In another corridor chat Jennitta Andrea observed that in teams she was
working with she noticed that refactoring tools changed they way people
thought about the chunks of programming. My colleague Ivan Moore and Nat Pryce ran the Scrapheap
Challenge. The idea is to give out a problem and let people have
90 minutes to build a solution by downloading bits of software off
the internet and gluing them together. Essentially it's an
exploration of PostModernProgramming. It was a small workshop,
probably a good idea given the fact that it was one of the first
times it was done. It seems like an idea that would work well for
other conferences: active, different and interesting. Brian Foote's talk on a history of dynamic language development
got a large audience, after all he has one of the best joke/minute
averages in software. Amongst the one-liners ('Java is Diet Cobol', 'XML
is lisp with [devil's] horns') my attention was caught by his request
to spend some of the proceeds of Moore's law on better self-monitoring
of systems, so we can more easily find and fix the inevitable problems
that we get when we deploy software. Just because you think you can
prove that the opposition can't score a goal is no reason to not play
a good goalkeeper. Mary Beth Rosson had a
keynote suggesting that we think about ditching our notion of 'users'
and thinking instead about 'use-developers': people who build their
own tools such as mail filters and spreadsheets. These use-developers
require a different approach to thinking about usability and features.

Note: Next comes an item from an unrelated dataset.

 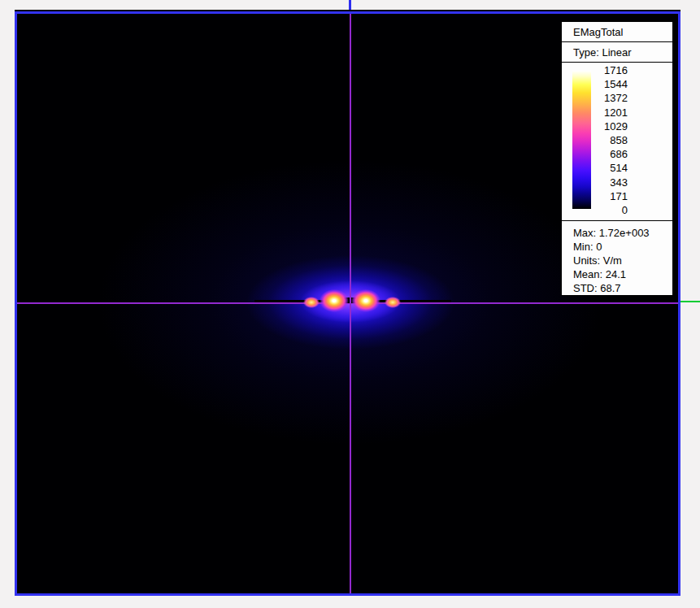 I want to click on legend-stat-line: Units: V/m, so click(x=623, y=260).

These use-developers need better tools (hello Language Workbenches)
and better practices that incorporate much of what we've learned about
software development. Amongst all this I was taken by her mention of a teaching system
based on Alice where children were
introduced to a simulation that included a flaw and were asked to fix
it. Should more teaching be done this way? Ask students to fix a
program with a bug; or in a more tricky vein to refactor an ugly
program that works correctly. I won't say much about my own talk, other than the best bit was
probably Brian Foote's introduction. I missed the evening party at San Diego Zoo to attend a BOF
on Grady Booch's effort to create a Handbook of Software
Architecture. His aim is to look at a whole mass of different
software systems and provide a brief overview of their
architecture. The resulting tome will provide lots of examples for
people to learn from. It's a huge and necessary effort. There are
masses of lessons learned in systems that have spent time in
production; we don't learn enough from them.

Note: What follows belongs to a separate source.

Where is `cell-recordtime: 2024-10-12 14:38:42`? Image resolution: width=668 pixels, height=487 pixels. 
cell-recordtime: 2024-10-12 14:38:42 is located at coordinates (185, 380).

OOPSLA's a funny conference. At the beginning I was very struck by
the difference between it and RubyConf. RubyConf is the young
conference, focused and confident. Like any adolescent it knows
everything and refuses to believe that anything is impossible. OOPSLA
is the flabby middle-aged conference with no guiding purpose any more
- after all objects have (at least on the surface) won their quest to
be the dominant decomposition of software. So there's no longer any
reason to advocate objects and push them on the unwilling software
development community. We're all OOers now. So my opening conversation on the first night was to moan that
OOPSLA hadn't disbanded in 2000 - we've won - goodbye. After all
wasn't the fact that I was giving a keynote proof of how low OOPSLA
had sunk? Yet as the conference went on I found myself enjoying it
more and more. More than anything OOPSLA is a community, and
although advocating OO is old hat, the people in that community move
on to plenty of other interesting things. OOPSLA is a chance to
catch up on all this stuff. How this works for someone new I'm not so sure. There was an item
in the conference bulletin from someone complaining about the OOPSLA
in-clique. I suspect that's a necessary consequence of a long
running conference community. This is the chance for friends to catch
up, so they spend a lot of time together. I hope that newcomers find
the side-effects to be fun, but I suspect OOPSLA can never avoid the
in-crowd effect. I don't think other long-running conferences do either. Other write-ups are available including: Ivan Moore, Eugene
Wallingford, Travis Giggs. (All quotes are from memory and thus approximate.)
Dynamic types are stronger than static types, as they don't flee
the field at runtime.
--Brian Foote
Eclipse has a 'guess the button' user interface.
--James Noble
Static types give me the same feeling of safety as the
announcement that my seat cushion can be used as a floatation device.